The projected path of Irma began as squiggles on a map that extended as far west as the Gulf and as far east and north as Virginia.  With each day, the different models have slowly narrowed into meteorological agreement, and it looks as if even Highlands will be affected, leaving us with plenty of rain as the storm weakens over land.  We are indeed fortunate to live so far away from the Ocean.


I had a lot of nervous energy to burn off this morning, coming straight to Town from a computer screen filled with images of howling winds and frond-less palm trees, huge lakes dotted with the roofs of submerged cars, death tolls climbing.  Four half-mile repeats, all of them faster than planned.  And a long run planned for Saturday, before the rains arrive on Monday and Tuesday.  It seems as if hard running makes it easier to accept these extremes of weather that are always with us.  

It has turned colder in Highlands - 45 degrees this morning - and I had to dig deep in the laundry room cupboard for gloves and ear covers, the first time since late last winter.  The leaves are beginning to turn, fall is upon us, and hurricanes are approaching relentlessly.

Saturday, September 2, 2017

Bear Left

Today was not the first time I have encountered a bear while running in Highlands, but it is the closest encounter I have had.  And I have never failed to be completely surprised.

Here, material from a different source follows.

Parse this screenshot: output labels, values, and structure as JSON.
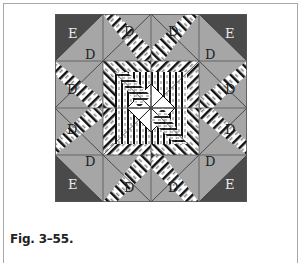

My mind was a hundred miles away as I was logging the final mile of my Saturday long run, remembering all of the times I have run on this familiar stretch of road.  I was by myself, coming around that curve below Satulah Ridge Road, heading downhill toward the School.  My Mom used to live in that little house on the right, and I often think of her when I run by.  There is a driveway on the left, and as I passed it I suddenly saw him on my left, right at the foot of the driveway, probably as startled at a runner going by as I was by him, and so close I could have reached out and touched him.

My immediate thought is always, "Wow, that's a big dog!" followed instantaneously by the understanding that it is not.  Because it is so completely unexpected, here on this familiar road, which also happens to be the second mile of the Twilight 5-K course - what a surprise some of those runners would have had two weeks ago if they had encountered this bear!  It might have made for some faster finish times.  I hurried down the hill, watching him over my shoulder as he came out of the driveway and began walking down the middle of the road behind me, and then crossed it and disappeared.

"What's up?"  A man had been emptying his trash next to Debbie's house and was watching me standing in the road gawking.  "A bear, just up there!"  He had never seen a bear before and was a little surprised.  But by then he was gone, melted silently into the rhododendron, and a pair of walkers with two dogs on leashes were walking down the hill; I would have thought those dogs might have seen or smelled him.  "It's pretty special, isn't it, living in a place where bears are right here among us," I told the man.  "And also a little intimidating!"  He agreed.

And now, naturally, every time I pass that driveway I will expect to see a large, powerful, unpredictable animal standing there, reminding me that I am but a recent immigrant to this wild country.